View Single Post
  #1 (permalink)   Report Post  
Posted to rec.food.cooking
ImStillMags ImStillMags is offline
Banned
 
Posts: 5,466
Default Is Eating Meat Ethical?

By now, you’ve probably heard about the essay contest the NY Times is
running. The prompt is “Tell us why it’s ethical to eat meat. I'm
posting a reply that fits my thoughts exactly. I didn't write it,
Mark Sisson did. He's correct.


-----------------------------------------------------------------------------

Is eating meat ethical?

I find it odd that in their prompt for the essay, the NY Times forbids
entrants from mentioning conscientious carnivory, local versus
organic, grass-fed versus factory-raised, or sustainable versus
unsustainable. In other words, they expect us to simply explain “why
it’s ethical to eat meat” without allowing for any of the
considerations or external factors that might affect the “ethics” of
meat-eating.

How do I proceed, absent the ability to actually discuss the nuances?
It’s a tough question, but I’ll try.

“Ethical” implies that we have a choice.
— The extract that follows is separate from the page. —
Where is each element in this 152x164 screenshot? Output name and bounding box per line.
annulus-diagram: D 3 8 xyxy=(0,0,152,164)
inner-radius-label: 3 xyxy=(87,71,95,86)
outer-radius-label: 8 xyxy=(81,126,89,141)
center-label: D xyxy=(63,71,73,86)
Both dietary choices –
omnivory and herbivory – cause animals to die. We have to eat
something, and whichever choice we make, animals will die. There’s no
getting around that. If we’re going to ask whether or not meat-eating
is ethical because it causes animals to die, we also have to ask
whether or not other common consumptive practices that also cause
animals to die are ethical:

Is living in an apartment or a house built on the former homes of a
dozen different species, several ant colonies, and the site of an
indigenous people’s encampment from a hundred years ago ethical?

Is wearing clothing made from conventionally grown cotton that
required the use of chemical fertilizers whose runoff pollutes rivers,
lakes, and oceans, thus hurting marine life ethical?
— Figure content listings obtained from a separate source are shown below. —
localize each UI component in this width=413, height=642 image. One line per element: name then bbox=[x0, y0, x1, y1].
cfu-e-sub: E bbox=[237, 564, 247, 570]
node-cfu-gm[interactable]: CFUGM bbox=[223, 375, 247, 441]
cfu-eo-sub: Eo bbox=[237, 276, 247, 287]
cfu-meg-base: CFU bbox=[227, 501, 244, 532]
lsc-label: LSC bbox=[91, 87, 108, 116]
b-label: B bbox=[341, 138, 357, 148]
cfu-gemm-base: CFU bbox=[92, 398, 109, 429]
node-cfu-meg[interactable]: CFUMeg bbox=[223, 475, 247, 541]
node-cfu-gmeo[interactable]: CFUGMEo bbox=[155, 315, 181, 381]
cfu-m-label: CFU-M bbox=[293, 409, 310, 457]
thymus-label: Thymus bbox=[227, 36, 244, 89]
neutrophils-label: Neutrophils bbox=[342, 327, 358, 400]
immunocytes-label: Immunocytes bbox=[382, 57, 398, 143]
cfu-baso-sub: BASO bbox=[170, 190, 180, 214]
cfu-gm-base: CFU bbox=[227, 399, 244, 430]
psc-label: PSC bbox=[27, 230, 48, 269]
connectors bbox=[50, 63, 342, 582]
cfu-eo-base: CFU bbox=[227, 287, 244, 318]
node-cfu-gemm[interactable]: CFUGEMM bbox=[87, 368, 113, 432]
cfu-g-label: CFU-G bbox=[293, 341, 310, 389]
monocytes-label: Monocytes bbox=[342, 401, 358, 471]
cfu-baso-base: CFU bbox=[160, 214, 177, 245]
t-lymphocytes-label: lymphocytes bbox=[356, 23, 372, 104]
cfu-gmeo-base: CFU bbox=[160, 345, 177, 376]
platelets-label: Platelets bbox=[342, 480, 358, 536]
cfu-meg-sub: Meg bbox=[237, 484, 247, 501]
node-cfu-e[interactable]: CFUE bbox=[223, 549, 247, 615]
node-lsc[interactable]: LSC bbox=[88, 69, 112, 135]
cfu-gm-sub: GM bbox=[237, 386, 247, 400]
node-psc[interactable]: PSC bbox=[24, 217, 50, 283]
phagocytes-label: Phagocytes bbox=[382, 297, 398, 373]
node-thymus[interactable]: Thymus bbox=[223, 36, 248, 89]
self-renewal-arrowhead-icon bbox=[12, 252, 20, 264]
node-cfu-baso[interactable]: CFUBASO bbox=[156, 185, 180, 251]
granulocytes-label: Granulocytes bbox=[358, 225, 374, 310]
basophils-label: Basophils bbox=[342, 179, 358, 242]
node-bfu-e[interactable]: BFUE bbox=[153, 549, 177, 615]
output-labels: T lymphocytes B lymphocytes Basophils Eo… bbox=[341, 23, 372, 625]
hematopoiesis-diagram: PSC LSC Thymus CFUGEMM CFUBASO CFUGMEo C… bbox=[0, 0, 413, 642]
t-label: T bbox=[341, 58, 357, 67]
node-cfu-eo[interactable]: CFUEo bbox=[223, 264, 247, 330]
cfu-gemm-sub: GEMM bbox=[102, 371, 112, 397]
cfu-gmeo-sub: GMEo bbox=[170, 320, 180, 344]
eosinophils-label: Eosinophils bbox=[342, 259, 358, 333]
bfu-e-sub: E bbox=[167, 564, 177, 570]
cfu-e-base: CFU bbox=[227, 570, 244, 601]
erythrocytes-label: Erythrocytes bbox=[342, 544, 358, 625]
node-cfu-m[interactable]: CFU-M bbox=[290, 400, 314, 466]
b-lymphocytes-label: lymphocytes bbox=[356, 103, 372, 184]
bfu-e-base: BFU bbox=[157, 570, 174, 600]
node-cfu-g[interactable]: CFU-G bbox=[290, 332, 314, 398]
Is eating pseudo-burgers made of soybeans that hail from monocrop
farms whose owners razed the land on which they grow, killing families
of groundhogs and field mice and trillions upon trillions of essential
microbes that compose the topsoil ethical?

Animals all die as a result of these practices. Anyone who makes it
past their first year has blood on their hands. At least the meat-
eater must face the unavoidable fact that he consumes dead animals
directly. At least he deals with death head-on, shrink-wrapped though
it may be. For once the plastic and styrofoam are removed, there it
is, staring him in the face: a bloody piece of dead animal flesh that
he is then going to put into his mouth, chew, swallow, and digest.

Does that make him unethical? Only if anyone who eats anything whose
production resulted in the death of animals is also unethical. One
could even argue that since the meat-eater at least acknowledges the
fact that an animal died for his meal, he’s the more honorable of the
two.

And indeed everyone has blood on their hands as a direct or indirect
result of their choices, consumption habits, and dietary practices.
Everyone steps on someone else’s toes or hooves or talons or cute
little paws or flippers or probosci or roots for “selfish” reasons –
even vegans. If meat-eaters are unethical by virtue of their meat-
eating, so too is the vegetarian whose grain-based meals came from
farmers whose tractors crush small mammals and whose cropland disrupts
entire ecosystems. I don’t think either person’s actions are
unethical, but I fail to see how someone could think the former was
unethical without also taking issue with the latter. If you’re going
to indict eating meat because it kills animals, you also have to
indict other dietary practices that also kill animals, like grain –
even if those deaths are “unavoidable” or “accidental.” Sure, the
farmer may not gleefully set out to murder field mice with his tractor
(although the rodenticide used in grain elevators might raise a few
eyebrows), but does it matter if the end result – a bunch of dead
animals – is the same?

I eagerly await next week’s “Is Vegetarianism Ethical?” essay contest..
If you’re going to indict eating meat because it kills animals, you
must also indict the other dietary practices that kill animals.